Warner Bros., 1942. A “studio” 58-key piano on wheels, with wood and plasticine keys, likely manufactured by Kohler & Campbell, 1927, serial # 252636, with label of Richardson’s of Los Angeles to interior case, and with “FNP” (for First National Pictures, which merged with Warner Bros. in 1927) marking to rear of piano. With original stool. Lid of piano hinged at center as is usual with uprights, but also entirely detached from upper case and instead secured with hook and eye (altered for the production of Casablanca so that Rick can open the piano lid from the rear and hide the transit papers). One-inch notch to center left piano leg (visible onscreen) and three small holes to piano lid (also visible onscreen). Petrified chewing gum wad stuck to underside of keyboard with faint impression of a fingerprint visible under magnification. Moroccan paint restoration executed in the early 1980s under the direction of Warner Bros. studio. Together with a signed photograph of Dooley Wilson as Sam at the piano and a copy of the film.
39 x 41 x 22 in.

Sam’s piano is central to both the plot and the overall mood ofCasablanca. Many of the major plot machinations take place on or near the piano, and Sam’s tasteful melodies frame every scene in Rick’s. We hear the strains of “It Had to Be You” as we first enter Rick’s Café Américain, following the camera past Sam (Dooley Wilson) leading the big band, and then focusing on the variously desperate European refugees who haunt the cafe. It’s Rick’s place, but Sam is the star attraction (earning 10% of the profits, we later learn), and his music dominates the room. Moments after the oily Ugarte (Peter Lorre) gives Rick (Humphrey Bogart) the transit papers to hold, Sam leads the cafe in a boisterous rendition of the novelty tune, “Knock on Wood.” In the middle of this performance, Rick casually walks up to the piano, opens the lid from the rear and slides the stolen transit papers inside.
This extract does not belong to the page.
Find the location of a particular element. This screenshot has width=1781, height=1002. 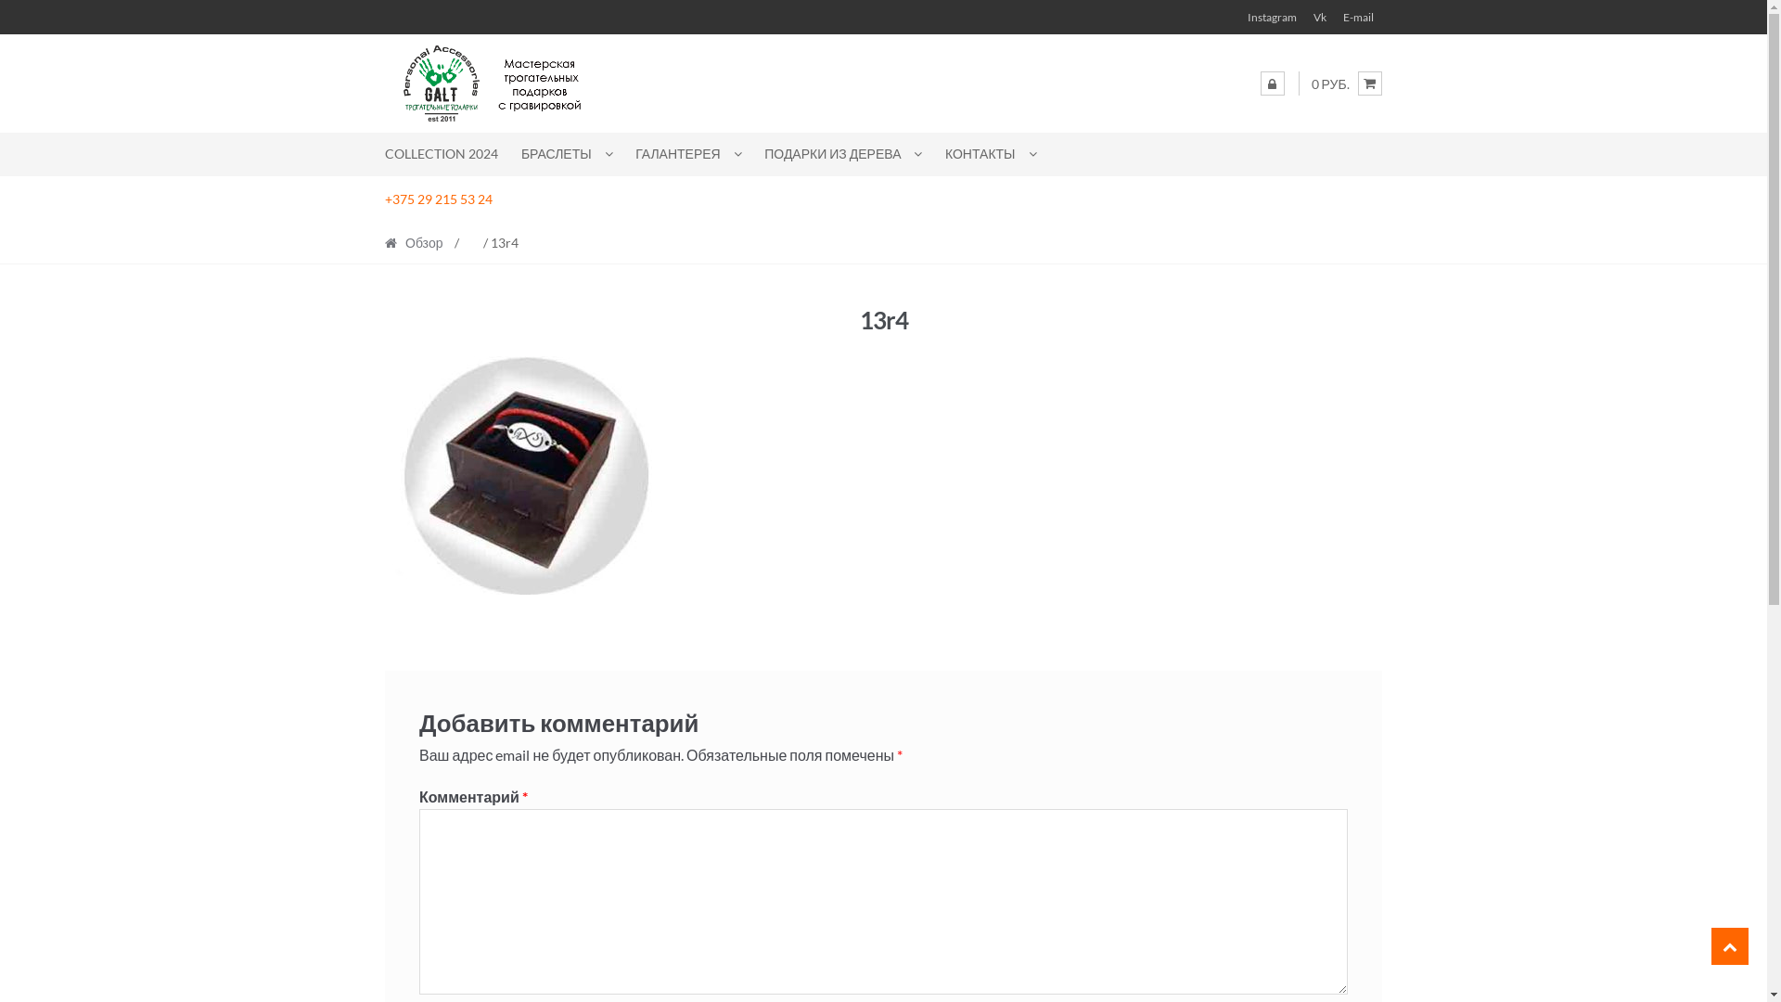

COLLECTION 2024 is located at coordinates (447, 154).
About 12 minutes later, Victor (Paul Henreid) and Ilsa (Ingrid Bergman) walk into Rick’s, and Sam again is at the piano, this time playing a solo tune; he falters just a bit as he catches sight of Ilsa. Moments later, Ilsa approaches him and asks him to play “As Time Goes By.” He does so, stopping only when Rick comes storming out to say, “Sam, I thought I told you never to play that song….” Sam does play the song a few scenes later, at Rick’s behest (“Play it!” Rick snarls, not “Play it again, Sam,” as is often thought) as Rick drowns his sorrows (“Of all the gin joints in all the towns in all the world, she walks into mine!”), and remembers his brief, passionate affair with Ilsa in Paris.
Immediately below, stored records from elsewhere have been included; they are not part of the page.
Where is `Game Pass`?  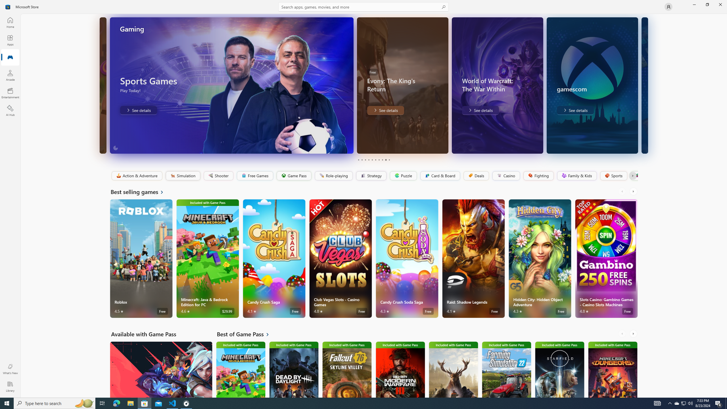 Game Pass is located at coordinates (294, 176).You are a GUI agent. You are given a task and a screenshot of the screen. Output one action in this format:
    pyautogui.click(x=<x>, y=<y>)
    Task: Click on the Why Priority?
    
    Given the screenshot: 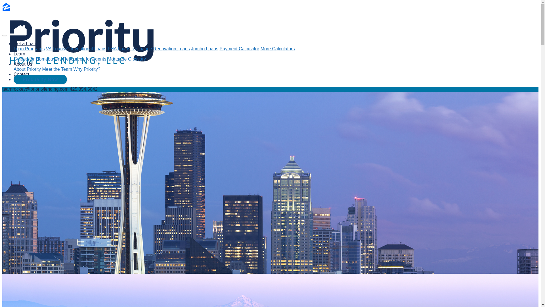 What is the action you would take?
    pyautogui.click(x=87, y=69)
    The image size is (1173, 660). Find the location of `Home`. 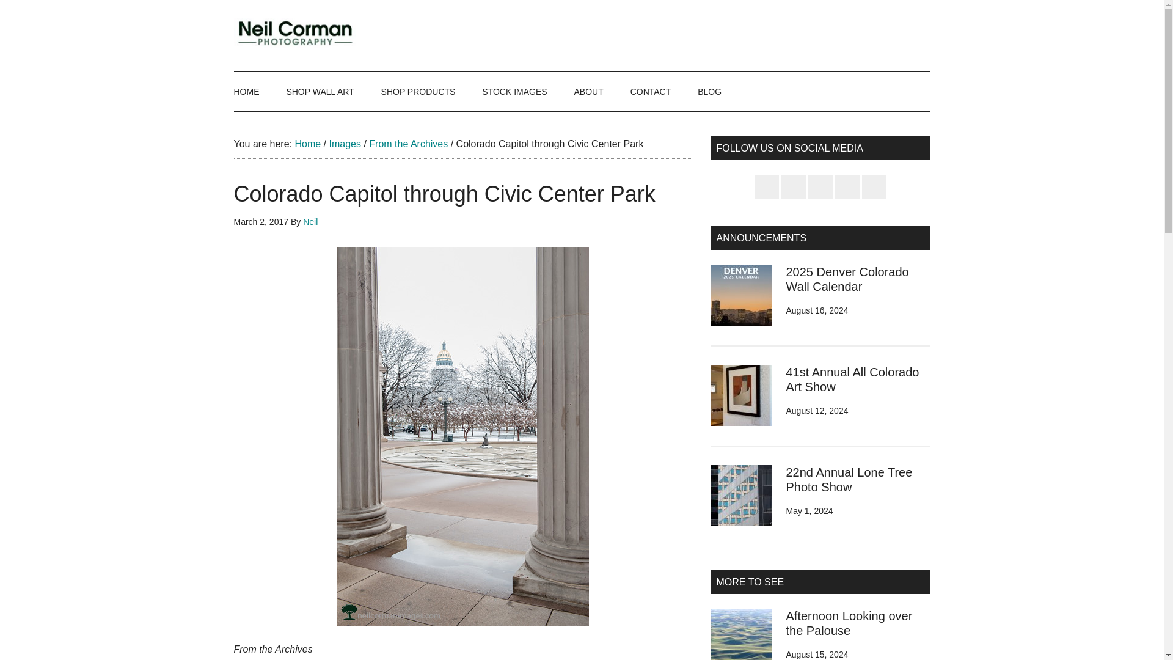

Home is located at coordinates (307, 143).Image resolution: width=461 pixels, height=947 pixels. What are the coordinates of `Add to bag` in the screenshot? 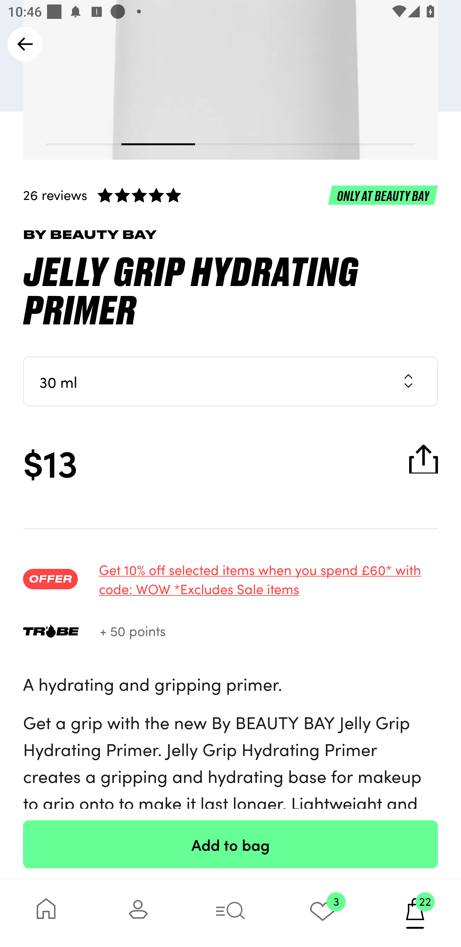 It's located at (230, 844).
The piano also plays a role in the greater tension between occupier and occupied: late in the film, when Sam and the band are on break, a group of German soldiers commandeer the piano and sing and play “Wacht am Rhein” loudly. In a bold move, Victor Laszlo crosses to the band and demands that they play the French anthem “La Marseillaise,” and soon the band, the refugees and the staff have drowned out the Germans with their patriotic song.